Iranian FM thanks Parsis for helping Iran

The Iranian Foreign Minister mentioned that the Parsis are in fact Zoroastrians who migrated to India centuries ago.

Zoroastrian tower of Silence in Yazd, Iran (photo credit: Wikimedia Commons)
Zoroastrian tower of Silence in Yazd, Iran
(photo credit: Wikimedia Commons)
Iranian Foreign Minister Javad Zarif thanked the Parsis of India for offering COVID-19 aid to his country in a tweet on Friday. The Parsis, as their name implies, migrated to India from Persia centuries ago.

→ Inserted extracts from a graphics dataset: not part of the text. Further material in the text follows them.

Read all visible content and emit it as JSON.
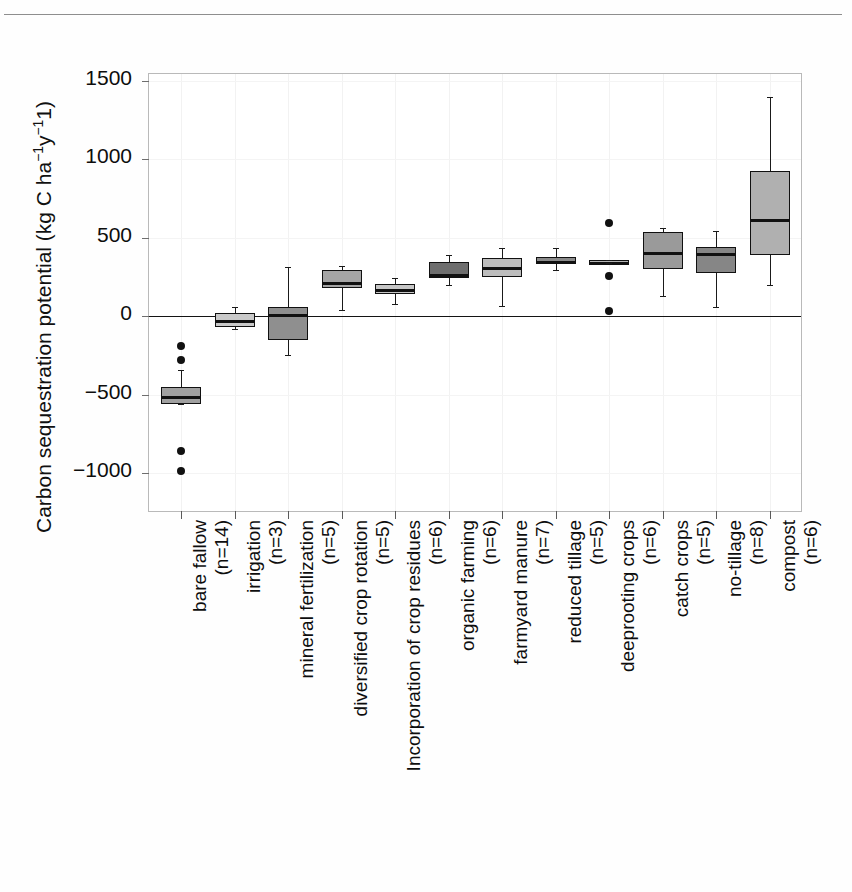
{
  "header": {
    "clipped_text": ""
  },
  "chart_data": {
    "type": "box",
    "title": "",
    "xlabel": "",
    "ylabel": "Carbon sequestration potential (kg C ha",
    "ylabel_sup1": "−1",
    "ylabel_mid": "y",
    "ylabel_sup2": "−1",
    "ylabel_tail": "1)",
    "ylim": [
      -1250,
      1500
    ],
    "yticks": [
      1500,
      1000,
      500,
      0,
      -500,
      -1000
    ],
    "ytick_labels": [
      "1500",
      "1000",
      "500",
      "0",
      "−500",
      "−1000"
    ],
    "grid": "light-vertical-and-horizontal",
    "zero_reference_line": true,
    "legend": "none",
    "categories": [
      "bare fallow",
      "irrigation",
      "mineral fertilization",
      "diversified crop rotation",
      "Incorporation of crop residues",
      "organic farming",
      "farmyard manure",
      "reduced tillage",
      "deeprooting crops",
      "catch crops",
      "no-tillage",
      "compost"
    ],
    "category_counts": [
      "(n=14)",
      "(n=3)",
      "(n=5)",
      "(n=5)",
      "(n=6)",
      "(n=6)",
      "(n=7)",
      "(n=5)",
      "(n=6)",
      "(n=5)",
      "(n=8)",
      "(n=6)"
    ],
    "boxes": [
      {
        "category": "bare fallow",
        "n": 14,
        "whisker_low": -560,
        "q1": -560,
        "median": -510,
        "q3": -455,
        "whisker_high": -345,
        "fill": "#a0a0a0",
        "outliers": [
          -190,
          -280,
          -860,
          -990
        ]
      },
      {
        "category": "irrigation",
        "n": 3,
        "whisker_low": -85,
        "q1": -70,
        "median": -25,
        "q3": 20,
        "whisker_high": 55,
        "fill": "#c9c9c9",
        "outliers": []
      },
      {
        "category": "mineral fertilization",
        "n": 5,
        "whisker_low": -250,
        "q1": -150,
        "median": 10,
        "q3": 55,
        "whisker_high": 310,
        "fill": "#8f8f8f",
        "outliers": []
      },
      {
        "category": "diversified crop rotation",
        "n": 5,
        "whisker_low": 40,
        "q1": 180,
        "median": 215,
        "q3": 295,
        "whisker_high": 320,
        "fill": "#a5a5a5",
        "outliers": []
      },
      {
        "category": "Incorporation of crop residues",
        "n": 6,
        "whisker_low": 75,
        "q1": 140,
        "median": 170,
        "q3": 205,
        "whisker_high": 240,
        "fill": "#c6c6c6",
        "outliers": []
      },
      {
        "category": "organic farming",
        "n": 6,
        "whisker_low": 200,
        "q1": 245,
        "median": 265,
        "q3": 345,
        "whisker_high": 390,
        "fill": "#6e6e6e",
        "outliers": []
      },
      {
        "category": "farmyard manure",
        "n": 7,
        "whisker_low": 65,
        "q1": 250,
        "median": 315,
        "q3": 370,
        "whisker_high": 430,
        "fill": "#bdbdbd",
        "outliers": []
      },
      {
        "category": "reduced tillage",
        "n": 5,
        "whisker_low": 295,
        "q1": 330,
        "median": 350,
        "q3": 375,
        "whisker_high": 435,
        "fill": "#8a8a8a",
        "outliers": []
      },
      {
        "category": "deeprooting crops",
        "n": 6,
        "whisker_low": 340,
        "q1": 335,
        "median": 345,
        "q3": 355,
        "whisker_high": 355,
        "fill": "#b4b4b4",
        "outliers": [
          595,
          255,
          35
        ]
      },
      {
        "category": "catch crops",
        "n": 5,
        "whisker_low": 125,
        "q1": 300,
        "median": 410,
        "q3": 535,
        "whisker_high": 560,
        "fill": "#9a9a9a",
        "outliers": []
      },
      {
        "category": "no-tillage",
        "n": 8,
        "whisker_low": 60,
        "q1": 275,
        "median": 400,
        "q3": 440,
        "whisker_high": 540,
        "fill": "#868686",
        "outliers": []
      },
      {
        "category": "compost",
        "n": 6,
        "whisker_low": 195,
        "q1": 390,
        "median": 615,
        "q3": 925,
        "whisker_high": 1395,
        "fill": "#b0b0b0",
        "outliers": []
      }
    ]
  },
  "colors": {
    "axis": "#b9b9b9",
    "ink": "#111111",
    "grid": "#f2f2f2",
    "zero_line": "#141414"
  }
}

They are in actuality Zoroastrians, one of the oldest religions in the world which pre-dates Islam and Christianity.  

 
Despite their powerful history in Iran and actually being the majority religion before the arrival of Islam, the Islamic Republic forbids Zoroastrians from holding public office beyond that allocated to official minorities in the Iranian constitution. It is not allowed for people of mixed families to practice the faith if their father is a Muslim. Khomeini thought of them as “dishonorable, fire-worshiping knaves".  

 
In India, the Parsis are famous for refusing to bury their dead in the ground or to burn them, as they view both earth and fire as sacred, instead, bodies are kept in towers for vultures to consume.
Due to pollution, the numbers of vultures in India are going down and the integrity of this unique form of burial is under threat.